So, back to the three ingredients: Outstanding Domain Expertise + Outstanding Machine Learning Expertise + Outstanding Compute. How did they each play a role? Here’s some of the things each brought to the party:
1. Domain expertise
Knowledge of everything that the field had accomplished before and how, hypotheses on how to improve upon these, design of new input features, smoothing approaches for the final structure optimisation, interpretation of model failures and domain-specific corrections of these, etc.
2. Machine Learning Expertise
The key innovation in the first AlphaFold was to predict full distance probability distributions rather than a single distance number for each acid pair — a predisposition that is very much in the blood of machine learning researchers. Similarly, the use of end-to-end optimisation in AlphaFold 2 will have fit very much with the ethos that the ML team will have brought to the table.
31,000 is a very small dataset by deep learning standards. There were no doubt a bunch of data efficiency techniques deployed to squeeze as much information as possible out of this, frankly, tiny dataset (e.g., self-supervised learning, simulated data generation, active learning, etc.)
Architecturally, AlphaFold is based on a deep convolutional neural net — borrowed from the world of image processing, whilst AlphaFold 2 appears to be based on a bespoke transformer architecture — borrowed from the world of natural language processing.
Many can write these things down but few can do all of them to the level of sophistication that was required. DeepMind is discovering, developing and improving ML techniques day in day out across a wide range of applied and pure research domains (self-driving cars, data centre energy optimisation, recommendation engines, game-playing, neuroscience, robotics, speech, etc., etc.). It will absolutely be best-in-world for a subset. The wide range of authors cited on the first AlphaFold paper, representing diverse ML research interests, shouldn’t be a surprise.
3. Compute
AlphaFold 2 required 16 TPUv3s (roughly equivalent to 100–200 GPUs) for several weeks to train the model and then between 5 and 40 GPUs for hours to days to predict the structure for each new protein (refs. 1, 8). This level of compute is beyond the reach of most academic teams — perhaps every academic team. Two of the most advanced of the other participants said they used roughly 4 GPUs to train their models for a couple of weeks (ref. 9). DeepMind was able to deploy nearly two orders of magnitude more compute and yet described the compute resource as “relatively modest” (ref. 1) — which of course, by their standards, it was.
A whole greater than the sum of its parts
But the three competencies don’t work in isolation. The core approach will have been a product of both domain and ML expert input working together. The compute resource meant that the team were able to iterate through different ideas, techniques and tweaks much faster than their peers. The final solutions won’t have been the only composite approaches they tried. They will have cycled through and discarded a range of other technique ingredients as well. Access to compute resource made this possible. And state of the art ML engineering will have enabled them to get to this low level of compute. The whole is very much greater than the sum of the parts.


→ Task brief
In the entries that follow, locate the line with "This screenshot has", then restate that line and all later lines exactly as they appear, leaving pictures out.

→ Data for this exercise

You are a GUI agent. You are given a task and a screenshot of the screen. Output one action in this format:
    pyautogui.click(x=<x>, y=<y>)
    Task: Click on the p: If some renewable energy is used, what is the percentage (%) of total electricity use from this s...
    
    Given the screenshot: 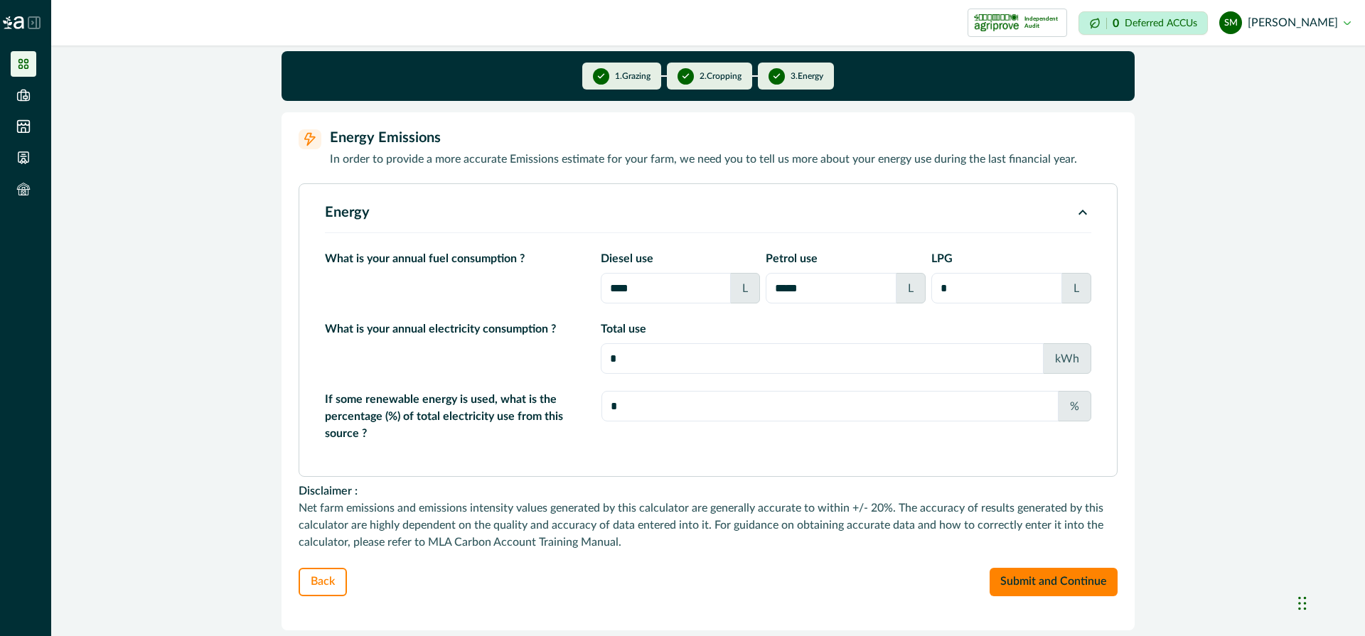 What is the action you would take?
    pyautogui.click(x=454, y=417)
    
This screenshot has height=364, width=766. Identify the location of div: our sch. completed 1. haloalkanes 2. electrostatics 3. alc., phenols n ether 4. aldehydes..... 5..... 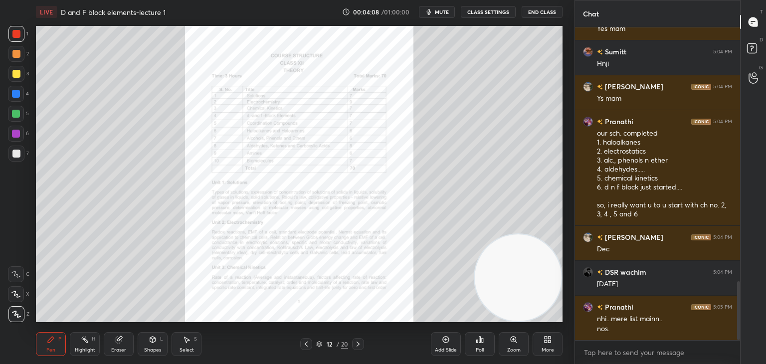
(664, 174).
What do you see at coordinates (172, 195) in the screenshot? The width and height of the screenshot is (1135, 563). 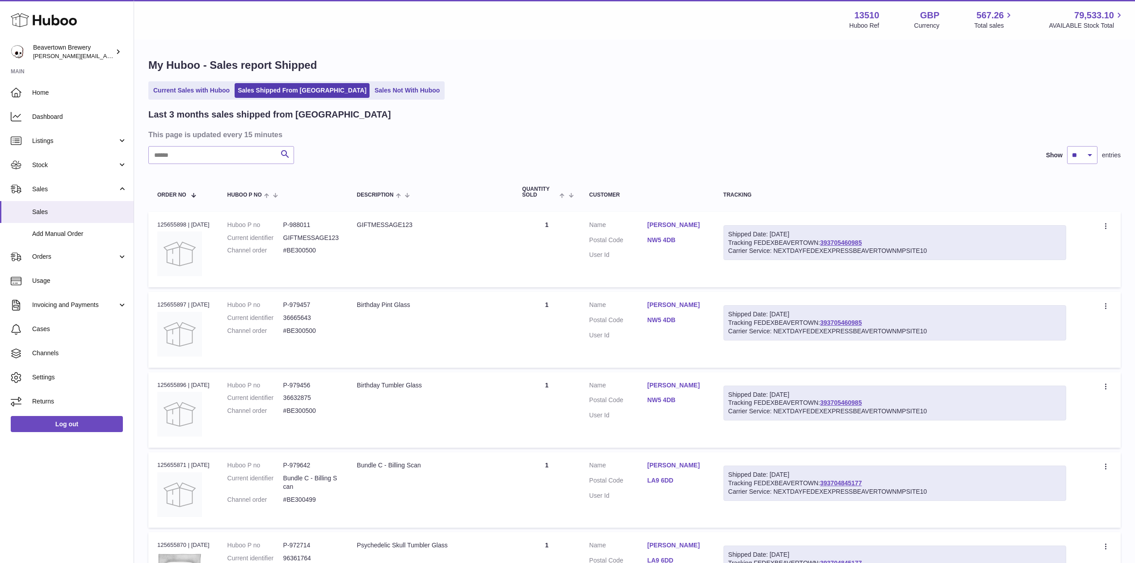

→ Expected output
This screenshot has height=364, width=766. Identify the location of div: our sch. completed 1. haloalkanes 2. electrostatics 3. alc., phenols n ether 4. aldehydes..... 5..... 
(664, 174).
What do you see at coordinates (172, 195) in the screenshot? The width and height of the screenshot is (1135, 563). 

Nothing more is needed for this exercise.